Horkay Blog
The postings on this site are my own and do not represent my Employer's positions, advice or strategies.
Wednesday, September 02, 2009

There are many emphases for the SQL DBA, one of the major items is security.  Where I work security and patching have taken on new importance over the past 12 months.  Patching which used to be a yearly event, is now monthly or even weekly.  Combine that with SOX Controls and other internal controls, there is a focus on security.  Part of that is seen in SQL Server from Microsoft, kudos! 

The product gained a new level of security with SQL Server 2005.  Service Pack 2 gave us Login Triggers / Service Broker Events.  SQL 2008 saw the Builtin\Administrators account gone (separation of duties) and even more controls.

Than today it was distressing to see a news report about Microsoft ignoring a vulnerability with SQL Server, basically dismissing it as anyone with administrator privileges already has control [What happenned to separation of duties?].  The whole point of where security with SQL Server was going was to ensure that administrators could be properly segmented.  Where I work they'd like to get to the point where a SQL DBA can't even view or query the data that they administer.

If you find the below security vulnerability to be an issue than complain to Microsoft.  Also if you didn't know about this vulnerability, than you need to ensure to plug-in to some other industry news sources to get your information on vulnerability and patches, as you can't always count on Microsoft to disclose issues.

-----Original Message-----
From: Security Wire Daily [mailto:SearchSecurity@lists.techtarget.com]
Sent: Wednesday, September 02, 2009 10:38 AM
Subject: New SQL Server password flaw surfaces

::::::::::::::::::::::::::::::::::::::::::::::::::::::::::::::::::::
SearchSecurity.com: Security Wire Daily
Breaking security news, the latest industry developments and trends
September 02, 2009
::::::::::::::::::::::::::::::::::::::::::::::::::::::::::::::::::::

UNPATCHED VULNERABILITY DISCOVERED IN MICROSOFT SQL SERVER
Michael S. Mimoso, Editor, Information Security magazine

Microsoft SQL Server administrators are being warned today about an
unpatched vulnerability in the popular database software that exposes
user passwords in the clear, as well as credentials delivered by
applications trying to access the database server.

Researchers at San Mateo, Calif.-based Sentrigo Inc., announced the
flaw this morning, and also revealed that Microsoft has no immediate
plans to release a patch for the vulnerability.
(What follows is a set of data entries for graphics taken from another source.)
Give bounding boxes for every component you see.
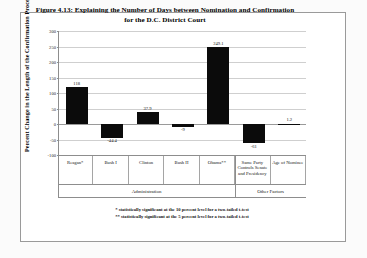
figure-footnotes: * statistically significant at the 10 pe… <box>58 207 306 220</box>
bar-slot: 1.2 <box>272 31 307 155</box>
bar <box>137 112 159 124</box>
y-tick-label-150: 150 <box>49 75 56 80</box>
bar-value-label: -61 <box>251 144 257 149</box>
bar <box>172 124 194 127</box>
group-label-text: Administration <box>132 189 162 194</box>
bar-value-label: -9 <box>181 127 185 132</box>
bar <box>207 47 229 124</box>
category-label-line: Bush II <box>175 160 189 166</box>
bar-value-label: 1.2 <box>286 117 292 122</box>
bar-slot: 118 <box>59 31 94 155</box>
category-group-separator <box>235 156 236 184</box>
y-tick-label--100: -100 <box>48 153 56 158</box>
category-axis-row: Reagan*Bush IClintonBush IIObama**Same P… <box>58 155 306 185</box>
y-tick-label-50: 50 <box>51 106 56 111</box>
y-tick-label-300: 300 <box>49 29 56 34</box>
category-label-line: Reagan* <box>67 160 83 166</box>
category-label-6: Same PartyControls Senateand Presidency <box>235 156 270 184</box>
figure-page: Figure 4.13: Explaining the Number of Da… <box>0 0 367 258</box>
category-label-3: Clinton <box>129 156 164 184</box>
group-axis-row: AdministrationOther Factors <box>58 185 306 198</box>
y-tick-label-200: 200 <box>49 60 56 65</box>
y-tick-label-0: 0 <box>54 122 56 127</box>
category-label-4: Bush II <box>164 156 199 184</box>
category-label-2: Bush I <box>93 156 128 184</box>
plot-area: 300250200150100500-50-100 118-44.437.9-9… <box>58 31 306 155</box>
y-tick-label--50: -50 <box>50 137 56 142</box>
chart-title-line-2: for the D.C. District Court <box>30 16 300 26</box>
chart-title: Figure 4.13: Explaining the Number of Da… <box>30 6 300 25</box>
bar-value-label: 37.9 <box>144 106 152 111</box>
category-label-line: Bush I <box>104 160 116 166</box>
category-label-1: Reagan* <box>58 156 93 184</box>
group-separator <box>235 185 236 197</box>
bar-slot: -61 <box>236 31 271 155</box>
bar-slot: 249.1 <box>201 31 236 155</box>
bar <box>66 87 88 124</box>
bar <box>278 124 300 126</box>
category-label-5: Obama** <box>200 156 235 184</box>
y-tick-label-250: 250 <box>49 44 56 49</box>
bar-slot: -9 <box>165 31 200 155</box>
group-label-2: Other Factors <box>235 185 306 197</box>
bar-slot: -44.4 <box>94 31 129 155</box>
category-label-line: Clinton <box>139 160 153 166</box>
bar <box>243 124 265 143</box>
bar-series: 118-44.437.9-9249.1-611.2 <box>59 31 306 155</box>
group-label-1: Administration <box>58 185 235 197</box>
y-axis-title: Percent Change in the Length of the Conf… <box>24 2 30 152</box>
group-label-text: Other Factors <box>257 189 284 194</box>
category-label-7: Age of Nominee <box>271 156 306 184</box>
bar-value-label: 249.1 <box>213 41 223 46</box>
category-label-line: Obama** <box>208 160 226 166</box>
category-label-line: and Presidency <box>237 171 267 177</box>
bar <box>101 124 123 138</box>
bar-slot: 37.9 <box>130 31 165 155</box>
footnote-one: * statistically significant at the 10 pe… <box>58 207 306 214</box>
y-tick-label-100: 100 <box>49 91 56 96</box>
chart-title-line-1: Figure 4.13: Explaining the Number of Da… <box>36 6 294 14</box>
category-label-line: Controls Senate <box>237 165 267 171</box>
bar-value-label: -44.4 <box>107 138 117 143</box>
category-label-line: Age of Nominee <box>272 160 303 166</box>
footnote-two: ** statistically significant at the 5 pe… <box>58 214 306 221</box>
bar-value-label: 118 <box>73 81 80 86</box>
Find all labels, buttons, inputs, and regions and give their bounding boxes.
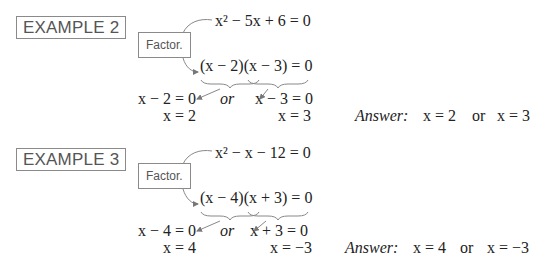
arrow-left-icon [197, 221, 220, 231]
example-3-left-equation: x − 4 = 0 [138, 222, 196, 240]
example-3-factored: (x − 4)(x + 3) = 0 [200, 189, 312, 207]
example-2-left-equation: x − 2 = 0 [138, 90, 196, 108]
example-2-right-equation: x − 3 = 0 [255, 90, 313, 108]
example-2-right-solution: x = 3 [278, 107, 311, 125]
example-2-factored: (x − 2)(x − 3) = 0 [200, 57, 312, 75]
example-3-or: or [220, 222, 234, 240]
brace-left-icon [201, 212, 259, 220]
brace-left-icon [201, 80, 259, 88]
example-2-label: EXAMPLE 2 [16, 16, 126, 39]
curve-arrow-top-icon [183, 151, 212, 164]
example-3-answer-or: or [460, 239, 473, 257]
curve-arrow-bottom-icon [183, 189, 198, 204]
example-2-answer-right: x = 3 [497, 107, 530, 125]
example-2-factor-note: Factor. [138, 32, 191, 58]
example-2-answer-or: or [472, 107, 485, 125]
curve-arrow-top-icon [183, 20, 212, 33]
brace-right-icon [248, 212, 308, 220]
example-2-answer-left: x = 2 [423, 107, 456, 125]
example-3-right-equation: x + 3 = 0 [250, 222, 308, 240]
example-3-answer-right: x = −3 [487, 239, 529, 257]
example-3-right-solution: x = −3 [270, 239, 312, 257]
example-3-answer-label: Answer: [345, 239, 398, 257]
brace-right-icon [248, 80, 308, 88]
example-3-answer-left: x = 4 [413, 239, 446, 257]
example-2-left-solution: x = 2 [163, 107, 196, 125]
curve-arrow-bottom-icon [183, 58, 198, 72]
example-3-label: EXAMPLE 3 [16, 148, 126, 171]
example-3-left-solution: x = 4 [163, 239, 196, 257]
arrow-left-icon [197, 89, 220, 99]
example-3-factor-note: Factor. [138, 163, 191, 189]
example-2-equation: x² − 5x + 6 = 0 [215, 12, 311, 30]
example-2-answer-label: Answer: [355, 107, 408, 125]
example-3-equation: x² − x − 12 = 0 [215, 144, 311, 162]
example-2-or: or [220, 90, 234, 108]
Sentrigo, meanwhile,
said it has developed a free utility that will erase these passwords
from memory.
Read more:
http://go.techtarget.com/r/9124859/8704472

Wednesday, September 02, 2009 12:19:21 PM (Central Standard Time, UTC-06:00) | Comments [3] | SQL Server#
Wednesday, September 02, 2009 1:35:52 PM (Central Standard Time, UTC-06:00)
The reason most of us aren't making a big deal out of this is immutable law #6:


Law #6: A computer is only as secure as the administrator is trustworthy

If I have admin rights, I have debug rights. While you can do things to protect memory... yeah.
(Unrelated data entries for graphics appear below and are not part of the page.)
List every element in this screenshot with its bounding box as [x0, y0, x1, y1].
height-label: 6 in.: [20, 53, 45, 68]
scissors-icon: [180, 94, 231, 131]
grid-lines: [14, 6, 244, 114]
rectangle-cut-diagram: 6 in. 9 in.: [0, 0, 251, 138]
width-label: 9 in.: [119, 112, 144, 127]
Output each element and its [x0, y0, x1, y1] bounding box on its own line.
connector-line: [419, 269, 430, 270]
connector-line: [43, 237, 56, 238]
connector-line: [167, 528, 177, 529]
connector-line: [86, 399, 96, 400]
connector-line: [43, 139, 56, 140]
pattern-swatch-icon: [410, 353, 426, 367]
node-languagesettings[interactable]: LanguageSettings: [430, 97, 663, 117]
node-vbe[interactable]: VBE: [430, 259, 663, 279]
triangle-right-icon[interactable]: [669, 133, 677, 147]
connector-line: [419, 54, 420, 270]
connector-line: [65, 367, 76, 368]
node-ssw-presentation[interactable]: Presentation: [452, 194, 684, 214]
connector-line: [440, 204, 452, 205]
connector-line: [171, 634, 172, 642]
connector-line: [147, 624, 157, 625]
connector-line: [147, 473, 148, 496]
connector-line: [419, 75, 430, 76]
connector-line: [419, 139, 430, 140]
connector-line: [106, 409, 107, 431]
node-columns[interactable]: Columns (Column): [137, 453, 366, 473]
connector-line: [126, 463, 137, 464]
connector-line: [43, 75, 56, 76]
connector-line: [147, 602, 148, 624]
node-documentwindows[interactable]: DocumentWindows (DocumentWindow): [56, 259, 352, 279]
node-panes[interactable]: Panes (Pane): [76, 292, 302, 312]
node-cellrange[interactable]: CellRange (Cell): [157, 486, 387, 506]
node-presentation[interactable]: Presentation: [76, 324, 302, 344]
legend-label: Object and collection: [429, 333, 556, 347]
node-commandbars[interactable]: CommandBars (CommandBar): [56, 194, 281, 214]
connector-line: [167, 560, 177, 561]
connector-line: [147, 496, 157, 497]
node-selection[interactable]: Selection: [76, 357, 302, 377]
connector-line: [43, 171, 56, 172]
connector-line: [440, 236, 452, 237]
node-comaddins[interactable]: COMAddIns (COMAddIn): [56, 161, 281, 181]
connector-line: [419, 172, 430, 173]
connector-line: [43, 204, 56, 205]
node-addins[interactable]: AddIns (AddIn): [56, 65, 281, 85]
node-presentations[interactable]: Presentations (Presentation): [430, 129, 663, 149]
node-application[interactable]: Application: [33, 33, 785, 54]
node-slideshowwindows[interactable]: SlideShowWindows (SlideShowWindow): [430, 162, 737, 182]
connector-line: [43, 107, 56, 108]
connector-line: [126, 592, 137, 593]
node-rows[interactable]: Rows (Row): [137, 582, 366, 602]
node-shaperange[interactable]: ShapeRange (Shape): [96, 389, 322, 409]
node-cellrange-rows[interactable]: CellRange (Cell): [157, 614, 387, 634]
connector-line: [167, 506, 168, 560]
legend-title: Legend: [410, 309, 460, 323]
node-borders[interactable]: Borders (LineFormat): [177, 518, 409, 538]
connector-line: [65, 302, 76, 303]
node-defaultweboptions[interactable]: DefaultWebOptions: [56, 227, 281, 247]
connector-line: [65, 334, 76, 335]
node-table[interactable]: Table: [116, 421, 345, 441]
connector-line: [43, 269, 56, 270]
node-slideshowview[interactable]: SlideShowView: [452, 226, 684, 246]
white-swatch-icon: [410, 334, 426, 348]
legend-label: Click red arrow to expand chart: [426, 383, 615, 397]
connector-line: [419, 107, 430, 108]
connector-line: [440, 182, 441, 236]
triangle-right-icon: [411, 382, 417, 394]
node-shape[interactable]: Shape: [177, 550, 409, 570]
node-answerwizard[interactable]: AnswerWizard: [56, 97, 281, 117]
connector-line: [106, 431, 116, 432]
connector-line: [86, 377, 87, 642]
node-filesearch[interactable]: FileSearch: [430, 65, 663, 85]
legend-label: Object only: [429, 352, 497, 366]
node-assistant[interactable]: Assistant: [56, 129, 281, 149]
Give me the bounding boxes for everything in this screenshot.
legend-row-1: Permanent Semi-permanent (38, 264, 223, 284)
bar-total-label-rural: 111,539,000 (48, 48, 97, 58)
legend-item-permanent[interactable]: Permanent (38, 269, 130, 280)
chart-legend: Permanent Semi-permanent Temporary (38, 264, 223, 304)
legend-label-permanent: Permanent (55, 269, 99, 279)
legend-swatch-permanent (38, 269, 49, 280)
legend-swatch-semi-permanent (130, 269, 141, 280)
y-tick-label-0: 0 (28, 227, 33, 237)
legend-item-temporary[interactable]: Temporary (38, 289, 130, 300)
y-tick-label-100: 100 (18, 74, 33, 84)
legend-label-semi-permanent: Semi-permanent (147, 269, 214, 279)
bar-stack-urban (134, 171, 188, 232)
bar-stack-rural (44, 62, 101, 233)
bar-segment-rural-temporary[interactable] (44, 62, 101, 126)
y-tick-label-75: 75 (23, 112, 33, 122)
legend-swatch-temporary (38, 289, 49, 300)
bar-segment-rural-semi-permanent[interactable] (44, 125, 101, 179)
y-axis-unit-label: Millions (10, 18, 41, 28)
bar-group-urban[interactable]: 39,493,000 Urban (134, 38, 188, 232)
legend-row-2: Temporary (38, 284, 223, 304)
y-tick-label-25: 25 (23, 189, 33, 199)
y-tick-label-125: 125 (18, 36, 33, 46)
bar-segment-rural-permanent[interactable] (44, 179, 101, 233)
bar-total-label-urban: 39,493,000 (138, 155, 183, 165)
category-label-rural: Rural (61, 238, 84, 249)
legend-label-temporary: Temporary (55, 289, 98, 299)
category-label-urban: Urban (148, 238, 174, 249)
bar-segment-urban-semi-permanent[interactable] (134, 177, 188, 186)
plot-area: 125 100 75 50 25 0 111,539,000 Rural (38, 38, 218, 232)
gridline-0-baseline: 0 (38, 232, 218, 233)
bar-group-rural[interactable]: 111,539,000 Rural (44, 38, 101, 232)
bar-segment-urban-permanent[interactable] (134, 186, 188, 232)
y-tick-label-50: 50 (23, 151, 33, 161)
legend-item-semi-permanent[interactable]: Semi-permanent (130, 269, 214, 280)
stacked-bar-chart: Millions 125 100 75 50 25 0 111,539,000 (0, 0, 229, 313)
Thursday, September 03, 2009 7:23:06 AM (Central Standard Time, UTC-06:00)
I agree with Law #6, but I also beleive that maintaining seperation of duties between your administrators is extremely important.

The enterprise is too big to have one administrator be able to access everything. This vulnerability could allow a local administrator to gain control of the SQL Database.
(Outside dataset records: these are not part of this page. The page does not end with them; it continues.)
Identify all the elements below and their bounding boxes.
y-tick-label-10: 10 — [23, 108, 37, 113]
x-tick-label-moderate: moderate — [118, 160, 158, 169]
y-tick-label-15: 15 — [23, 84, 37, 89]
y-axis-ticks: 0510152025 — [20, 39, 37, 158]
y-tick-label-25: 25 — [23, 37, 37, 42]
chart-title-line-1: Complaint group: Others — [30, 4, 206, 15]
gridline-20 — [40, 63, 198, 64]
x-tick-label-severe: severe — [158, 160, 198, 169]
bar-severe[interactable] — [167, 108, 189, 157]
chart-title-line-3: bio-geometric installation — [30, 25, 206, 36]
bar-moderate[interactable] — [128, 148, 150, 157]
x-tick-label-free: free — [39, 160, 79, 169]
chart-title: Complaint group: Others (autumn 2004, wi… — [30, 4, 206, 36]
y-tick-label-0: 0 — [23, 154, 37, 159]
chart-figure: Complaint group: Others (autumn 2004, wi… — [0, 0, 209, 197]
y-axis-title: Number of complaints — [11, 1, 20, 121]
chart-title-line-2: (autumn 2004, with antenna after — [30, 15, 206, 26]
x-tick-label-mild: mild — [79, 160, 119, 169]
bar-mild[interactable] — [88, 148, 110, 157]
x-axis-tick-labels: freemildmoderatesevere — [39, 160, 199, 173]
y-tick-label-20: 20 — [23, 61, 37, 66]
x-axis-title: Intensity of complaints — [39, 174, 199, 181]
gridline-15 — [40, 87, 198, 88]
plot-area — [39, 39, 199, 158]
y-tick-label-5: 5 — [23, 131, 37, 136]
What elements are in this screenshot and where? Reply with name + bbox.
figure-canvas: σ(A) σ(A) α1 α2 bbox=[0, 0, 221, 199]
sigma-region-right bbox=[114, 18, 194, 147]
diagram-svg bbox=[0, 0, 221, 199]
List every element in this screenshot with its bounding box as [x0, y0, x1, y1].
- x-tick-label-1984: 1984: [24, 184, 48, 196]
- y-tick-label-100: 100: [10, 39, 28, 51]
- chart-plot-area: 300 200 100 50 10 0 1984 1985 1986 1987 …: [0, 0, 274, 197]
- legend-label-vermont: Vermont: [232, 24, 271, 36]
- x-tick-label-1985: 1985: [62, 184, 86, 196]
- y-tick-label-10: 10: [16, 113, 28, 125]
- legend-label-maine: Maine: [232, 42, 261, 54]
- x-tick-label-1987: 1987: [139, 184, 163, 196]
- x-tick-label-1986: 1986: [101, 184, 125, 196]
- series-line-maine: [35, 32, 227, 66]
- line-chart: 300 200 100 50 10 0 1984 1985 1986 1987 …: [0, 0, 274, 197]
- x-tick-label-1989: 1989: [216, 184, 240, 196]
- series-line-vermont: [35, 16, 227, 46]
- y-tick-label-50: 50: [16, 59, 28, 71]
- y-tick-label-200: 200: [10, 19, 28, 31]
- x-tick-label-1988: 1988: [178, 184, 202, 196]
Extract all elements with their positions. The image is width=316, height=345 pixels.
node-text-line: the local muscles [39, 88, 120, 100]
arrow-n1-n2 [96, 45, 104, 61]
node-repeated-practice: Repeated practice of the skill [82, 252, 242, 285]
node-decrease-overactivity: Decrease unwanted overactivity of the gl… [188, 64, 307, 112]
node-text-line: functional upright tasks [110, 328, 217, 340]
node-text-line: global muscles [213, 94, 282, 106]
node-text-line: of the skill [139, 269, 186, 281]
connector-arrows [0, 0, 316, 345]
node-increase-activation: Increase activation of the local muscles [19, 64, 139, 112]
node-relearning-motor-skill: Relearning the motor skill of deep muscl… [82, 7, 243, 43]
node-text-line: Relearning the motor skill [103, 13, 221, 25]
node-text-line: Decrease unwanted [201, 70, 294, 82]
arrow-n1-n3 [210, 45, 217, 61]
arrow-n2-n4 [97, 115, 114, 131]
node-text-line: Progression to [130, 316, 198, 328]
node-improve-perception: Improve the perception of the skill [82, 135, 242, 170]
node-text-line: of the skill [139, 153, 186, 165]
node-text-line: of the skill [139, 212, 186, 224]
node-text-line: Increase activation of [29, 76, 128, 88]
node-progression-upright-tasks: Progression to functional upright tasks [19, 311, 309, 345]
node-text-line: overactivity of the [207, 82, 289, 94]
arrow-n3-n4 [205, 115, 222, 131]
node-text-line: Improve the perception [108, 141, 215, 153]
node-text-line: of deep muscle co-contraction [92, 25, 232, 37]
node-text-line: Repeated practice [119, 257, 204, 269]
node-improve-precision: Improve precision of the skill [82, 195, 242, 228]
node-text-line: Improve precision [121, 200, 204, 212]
With Microsoft's consistent release of cumulative updates, I can't beleive they ignored this and just didn't roll it up with a CU; if nothing else just to stop discussions like this.
Thursday, September 03, 2009 7:58:40 AM (Central Standard Time, UTC-06:00)
A member of the local administrators group can already take control, though. Think about all the times a SQL Server is going to have to come down. Monthly patching is one example. When it does:

1) I can stop the SQL Server service and copy off the database files (EFS and TDE can stop this, to some extent).
2) I can restart SQL Server in single user mode and I now have sysadmin access, starting with SQL Server 2005 (this is a well-known backdoor).

Also:

3) I can use other methods of grabbing a previously logged on user's domain credentials (and this is hard to audit for). Meaning I can get the DBA's credentials.
4) As an admin I can root a DBA's box.

You get the idea. So what it all basically boils down to is you have to trust your admins but audit what they're doing. And the fact that an admin is logging on to a SQL Server box (with proper logging turned on, you'll even see the remote login) should generate some sort of check, if security is that tight on a box.